The surge is even higher in contemporary times. In situations where the women are not directly in charge, their roles have been most complementary as wives. Take for instance the wives of the governors. Most of us are devotedly engaged in one form of charity service or the other. At the federal level, the First Lady, Mrs. Stella Obasanjo and wife of the Vice President, Mrs. Titi Atiku Abubakar are not relenting. Indeed, both are at the forefront of efforts aimed at securing a better tomorrow for future generations of Nigerians.
 


Permit therefore to sound a little immodest by saying that our combined efforts in re-aligning some obvious societal dislocations may have yielded bountiful harvests in the last three years or so. Beneficiaries of the Edo Underprivileged Children Scholarship Trust Fund should be fair minded enough to say that things have not been the same with them since the institution of the trust fund. Those that have gone through our female youth empowerment scheme, otherwise known as the Edo State Skills Acquisition Centre may also have one or two testimonies to give.



Yet our modest contribution in Edo State is by no means exhaustive of efforts by wives of governors to give a little back to the Nigerian society. From Ababa through the South east to Calabar and back to Lagos and across the Benue to Lokoja, Jos, Kaduna, Kano, Sokoto, Maiduguri and so on, some successes ,to say the least, have been recorded in the sworn task by First ladies to make society better than they met it.

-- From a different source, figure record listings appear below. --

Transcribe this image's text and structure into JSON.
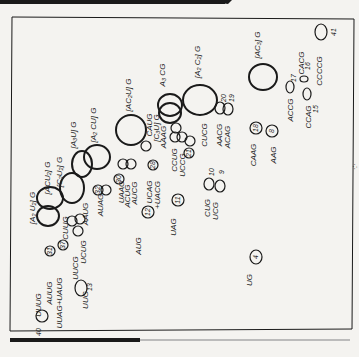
{
  "figure": {
    "type": "2D oligonucleotide fingerprint map (rotated)",
    "ink_color": "#1a1a1a",
    "paper_color": "#f4f3f0",
    "frame": {
      "x": 12,
      "y": 17,
      "w": 342,
      "h": 310
    }
  },
  "spots": [
    {
      "id": "spot-40",
      "label": "UUUG",
      "num": "40",
      "cx": 42,
      "cy": 316,
      "rx": 6,
      "ry": 6,
      "lx": 41,
      "ly": 305,
      "nx": 41,
      "ny": 332
    },
    {
      "id": "spot-13",
      "label": "UUG",
      "num": "13",
      "cx": 81,
      "cy": 288,
      "rx": 6,
      "ry": 8,
      "lx": 88,
      "ly": 300,
      "nx": 92,
      "ny": 287
    },
    {
      "id": "spot-auug",
      "label": "AUUG",
      "num": "",
      "cx": 0,
      "cy": 0,
      "rx": 0,
      "ry": 0,
      "lx": 52,
      "ly": 293
    },
    {
      "id": "spot-uuag",
      "label": "UUAG+UAUG",
      "num": "",
      "cx": 0,
      "cy": 0,
      "rx": 0,
      "ry": 0,
      "lx": 62,
      "ly": 303
    },
    {
      "id": "spot-31",
      "label": "",
      "num": "31",
      "cx": 50,
      "cy": 251,
      "rx": 5,
      "ry": 5
    },
    {
      "id": "spot-37",
      "label": "",
      "num": "37",
      "cx": 63,
      "cy": 245,
      "rx": 5,
      "ry": 5
    },
    {
      "id": "spot-uucg",
      "label": "UUCG",
      "num": "",
      "cx": 0,
      "cy": 0,
      "rx": 0,
      "ry": 0,
      "lx": 78,
      "ly": 268
    },
    {
      "id": "spot-ucug",
      "label": "UCUG",
      "num": "",
      "cx": 0,
      "cy": 0,
      "rx": 0,
      "ry": 0,
      "lx": 86,
      "ly": 252
    },
    {
      "id": "spot-aaug",
      "label": "AAUG",
      "num": "",
      "cx": 0,
      "cy": 0,
      "rx": 0,
      "ry": 0,
      "lx": 88,
      "ly": 214
    },
    {
      "id": "spot-cuug",
      "label": "CUUG",
      "num": "",
      "cx": 0,
      "cy": 0,
      "rx": 0,
      "ry": 0,
      "lx": 68,
      "ly": 228
    },
    {
      "id": "spot-29",
      "label": "",
      "num": "",
      "cx": 72,
      "cy": 221,
      "rx": 5,
      "ry": 5
    },
    {
      "id": "spot-33",
      "label": "",
      "num": "",
      "cx": 78,
      "cy": 231,
      "rx": 5,
      "ry": 5
    },
    {
      "id": "spot-34",
      "label": "",
      "num": "",
      "cx": 80,
      "cy": 219,
      "rx": 5,
      "ry": 5
    },
    {
      "id": "spot-a2u2",
      "label": "[A₂ U₂] G",
      "num": "",
      "cx": 50,
      "cy": 198,
      "rx": 13,
      "ry": 11,
      "cx2": 48,
      "cy2": 216,
      "rx2": 11,
      "ry2": 10,
      "lx": 35,
      "ly": 208
    },
    {
      "id": "spot-acu2",
      "label": "[ACU₂] G",
      "num": "",
      "cx": 72,
      "cy": 188,
      "rx": 12,
      "ry": 15,
      "lx": 50,
      "ly": 178
    },
    {
      "id": "spot-c2u2",
      "label": "[C₂U₂] G",
      "num": "",
      "cx": 0,
      "cy": 0,
      "rx": 0,
      "ry": 0,
      "lx": 62,
      "ly": 172
    },
    {
      "id": "spot-a3u",
      "label": "[A₃U] G",
      "num": "",
      "cx": 82,
      "cy": 164,
      "rx": 10,
      "ry": 13,
      "cx2": 97,
      "cy2": 157,
      "rx2": 13,
      "ry2": 12,
      "lx": 76,
      "ly": 135
    },
    {
      "id": "spot-a2cu",
      "label": "[A₂ CU] G",
      "num": "",
      "cx": 0,
      "cy": 0,
      "rx": 0,
      "ry": 0,
      "lx": 96,
      "ly": 125
    },
    {
      "id": "spot-auag",
      "label": "AUAG",
      "num": "",
      "cx": 0,
      "cy": 0,
      "rx": 0,
      "ry": 0,
      "lx": 103,
      "ly": 205
    },
    {
      "id": "spot-32",
      "label": "",
      "num": "32",
      "cx": 98,
      "cy": 190,
      "rx": 5,
      "ry": 5
    },
    {
      "id": "spot-32b",
      "label": "",
      "num": "",
      "cx": 106,
      "cy": 190,
      "rx": 5,
      "ry": 5
    },
    {
      "id": "spot-aca",
      "label": "",
      "num": "",
      "cx": 123,
      "cy": 164,
      "rx": 5,
      "ry": 5
    },
    {
      "id": "spot-acb",
      "label": "",
      "num": "",
      "cx": 131,
      "cy": 164,
      "rx": 5,
      "ry": 5
    },
    {
      "id": "spot-uaag",
      "label": "UAAG",
      "num": "",
      "cx": 0,
      "cy": 0,
      "rx": 0,
      "ry": 0,
      "lx": 124,
      "ly": 192
    },
    {
      "id": "spot-acug",
      "label": "ACUG",
      "num": "",
      "cx": 0,
      "cy": 0,
      "rx": 0,
      "ry": 0,
      "lx": 130,
      "ly": 196
    },
    {
      "id": "spot-aucg",
      "label": "AUCG",
      "num": "",
      "cx": 0,
      "cy": 0,
      "rx": 0,
      "ry": 0,
      "lx": 137,
      "ly": 193
    },
    {
      "id": "spot-30",
      "label": "",
      "num": "30",
      "cx": 119,
      "cy": 179,
      "rx": 5,
      "ry": 5
    },
    {
      "id": "spot-ac2u",
      "label": "[AC₂U] G",
      "num": "",
      "cx": 131,
      "cy": 130,
      "rx": 15,
      "ry": 15,
      "lx": 131,
      "ly": 95
    },
    {
      "id": "spot-caug",
      "label": "CAUG",
      "num": "",
      "cx": 0,
      "cy": 0,
      "rx": 0,
      "ry": 0,
      "lx": 152,
      "ly": 125
    },
    {
      "id": "spot-c3u",
      "label": "[C₃U] G",
      "num": "",
      "cx": 0,
      "cy": 0,
      "rx": 0,
      "ry": 0,
      "lx": 159,
      "ly": 128
    },
    {
      "id": "spot-aaag",
      "label": "AAAG",
      "num": "",
      "cx": 0,
      "cy": 0,
      "rx": 0,
      "ry": 0,
      "lx": 166,
      "ly": 137
    },
    {
      "id": "spot-26",
      "label": "",
      "num": "",
      "cx": 146,
      "cy": 146,
      "rx": 5,
      "ry": 5
    },
    {
      "id": "spot-28",
      "label": "",
      "num": "28",
      "cx": 153,
      "cy": 165,
      "rx": 5,
      "ry": 5
    },
    {
      "id": "spot-ucag",
      "label": "UCAG",
      "num": "",
      "cx": 0,
      "cy": 0,
      "rx": 0,
      "ry": 0,
      "lx": 152,
      "ly": 192
    },
    {
      "id": "spot-uacg",
      "label": "+UACG",
      "num": "",
      "cx": 0,
      "cy": 0,
      "rx": 0,
      "ry": 0,
      "lx": 160,
      "ly": 195
    },
    {
      "id": "spot-12",
      "label": "AUG",
      "num": "12",
      "cx": 148,
      "cy": 212,
      "rx": 6,
      "ry": 6,
      "lx": 141,
      "ly": 246
    },
    {
      "id": "spot-11",
      "label": "UAG",
      "num": "11",
      "cx": 178,
      "cy": 200,
      "rx": 6,
      "ry": 6,
      "lx": 176,
      "ly": 227
    },
    {
      "id": "spot-a3c",
      "label": "A₃ CG",
      "num": "",
      "cx": 170,
      "cy": 105,
      "rx": 12,
      "ry": 11,
      "cx2": 170,
      "cy2": 113,
      "rx2": 11,
      "ry2": 10,
      "lx": 165,
      "ly": 75
    },
    {
      "id": "spot-ccug",
      "label": "CCUG",
      "num": "",
      "cx": 0,
      "cy": 0,
      "rx": 0,
      "ry": 0,
      "lx": 177,
      "ly": 160
    },
    {
      "id": "spot-uccg",
      "label": "UCCG",
      "num": "",
      "cx": 0,
      "cy": 0,
      "rx": 0,
      "ry": 0,
      "lx": 185,
      "ly": 165
    },
    {
      "id": "spot-25",
      "label": "",
      "num": "",
      "cx": 176,
      "cy": 128,
      "rx": 5,
      "ry": 5
    },
    {
      "id": "spot-27",
      "label": "",
      "num": "",
      "cx": 175,
      "cy": 137,
      "rx": 5,
      "ry": 5
    },
    {
      "id": "spot-24",
      "label": "",
      "num": "",
      "cx": 182,
      "cy": 137,
      "rx": 5,
      "ry": 5
    },
    {
      "id": "spot-22",
      "label": "",
      "num": "",
      "cx": 190,
      "cy": 141,
      "rx": 5,
      "ry": 5
    },
    {
      "id": "spot-21",
      "label": "",
      "num": "21",
      "cx": 189,
      "cy": 153,
      "rx": 5,
      "ry": 5
    },
    {
      "id": "spot-cucg",
      "label": "CUCG",
      "num": "",
      "cx": 0,
      "cy": 0,
      "rx": 0,
      "ry": 0,
      "lx": 207,
      "ly": 135
    },
    {
      "id": "spot-a2c2",
      "label": "[A₂ C₂] G",
      "num": "",
      "cx": 200,
      "cy": 100,
      "rx": 17,
      "ry": 15,
      "lx": 200,
      "ly": 62
    },
    {
      "id": "spot-10",
      "label": "CUG",
      "num": "10",
      "cx": 209,
      "cy": 184,
      "rx": 5,
      "ry": 6,
      "lx": 210,
      "ly": 208,
      "nx": 214,
      "ny": 172
    },
    {
      "id": "spot-9",
      "label": "UCG",
      "num": "9",
      "cx": 220,
      "cy": 186,
      "rx": 5,
      "ry": 6,
      "lx": 218,
      "ly": 211,
      "nx": 224,
      "ny": 172
    },
    {
      "id": "spot-4",
      "label": "UG",
      "num": "4",
      "cx": 256,
      "cy": 257,
      "rx": 6,
      "ry": 7,
      "lx": 252,
      "ly": 280
    },
    {
      "id": "spot-20",
      "label": "AACG",
      "num": "20",
      "cx": 220,
      "cy": 108,
      "rx": 5,
      "ry": 6,
      "lx": 222,
      "ly": 135,
      "nx": 226,
      "ny": 98
    },
    {
      "id": "spot-19",
      "label": "ACAG",
      "num": "19",
      "cx": 228,
      "cy": 109,
      "rx": 5,
      "ry": 6,
      "lx": 230,
      "ly": 137,
      "nx": 234,
      "ny": 98
    },
    {
      "id": "spot-18",
      "label": "CAAG",
      "num": "18",
      "cx": 256,
      "cy": 128,
      "rx": 6,
      "ry": 6,
      "lx": 256,
      "ly": 155
    },
    {
      "id": "spot-8",
      "label": "AAG",
      "num": "8",
      "cx": 272,
      "cy": 131,
      "rx": 6,
      "ry": 6,
      "lx": 276,
      "ly": 155
    },
    {
      "id": "spot-ac3",
      "label": "[AC₃] G",
      "num": "",
      "cx": 263,
      "cy": 77,
      "rx": 14,
      "ry": 13,
      "lx": 260,
      "ly": 45
    },
    {
      "id": "spot-17",
      "label": "ACCG",
      "num": "17",
      "cx": 290,
      "cy": 87,
      "rx": 4,
      "ry": 6,
      "lx": 293,
      "ly": 110,
      "nx": 296,
      "ny": 78
    },
    {
      "id": "spot-16",
      "label": "CACG",
      "num": "16",
      "cx": 304,
      "cy": 79,
      "rx": 4,
      "ry": 3,
      "lx": 304,
      "ly": 63,
      "nx": 310,
      "ny": 66
    },
    {
      "id": "spot-15",
      "label": "CCAG",
      "num": "15",
      "cx": 307,
      "cy": 94,
      "rx": 4,
      "ry": 6,
      "lx": 311,
      "ly": 117,
      "nx": 318,
      "ny": 109
    },
    {
      "id": "spot-41",
      "label": "CCCCG",
      "num": "41",
      "cx": 321,
      "cy": 32,
      "rx": 6,
      "ry": 8,
      "lx": 322,
      "ly": 71,
      "nx": 336,
      "ny": 32
    }
  ]
}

On Independence day, some 48 notable Nigerians living or death, were recognised by Mr. President as icons of hope. Of these, 16 were woman who were listed on the basis of their enormous contributions to nation building. Among them was Mrs. Uzoamaka Nwizu the comptroller general of the Nigerian Immigration Service. She is a chief executive of a government department. Her recognition goes to show that even in the public or civil service, we have women drivers who can assist in driving this great country beyond the level we are now to real enviable heights.



Another female icon was Dr. (Mrs.). Dora Akunyili, the director general of the National Agency for Food, Drug Administration and Control (NAFDAC). She is one woman who has shown more than masculine firmness in tackling the problem of fake drugs and food items in the country. Yet her task is by no description mean. It could be as tough as that of the Inspector General of Police because faking of drugs and food is a highly organised crime. Those involved in it are vicious and mafia-like in their moje of operations. It takes therefore courage, determination, honesty and a very high sense of patriotism to resist being compromised and confront these criminals head long in the manner that Dr. Akunyili has been doing. She has insisted on strict compliance to rules and standards form both big and small organisations. We can safely say therefore that Dr. Akunyilli has succeeded very well where men have failed. Let me quickly add that there are far more female icons in the public sector who may not have been ceremonially recognised, but who enjoy even greater recognition from Nigerians.



The months ahead promise to be fulfilling in our dogged march to making democracy irreversible in Nigeria. In all situations of struggle for social and political change, women have proven to be partners in progress. Wives stood by their husbands in the great nationalistic struggles in Southern Africa. One Latin American freedom fight once described women as the lubricants of all freedom struggles. They are not lubricants in the erotic sense but in the far more fundamental interpretation of women being the effective protectors of the home front, an arrangement that makes it possible for men to remain afield to prosecute the struggle for better existence.



I ask therefore for full participation of women in the 2003 political dispensation. And it should be participation at the two levels of offering themselves to serve and selecting those that should serve. In other words, they should vote and be voted for. Without any doubt in mind, I expect a greater empowerment of the women folk in 2003. And I foresee an empowerment that may interestingly come about not through the defeatist arrangement of an affirmative action which somehow puts on women the toga of weakness and second class status. It is an empowerment, I believe, that will surely come through competition and fitness.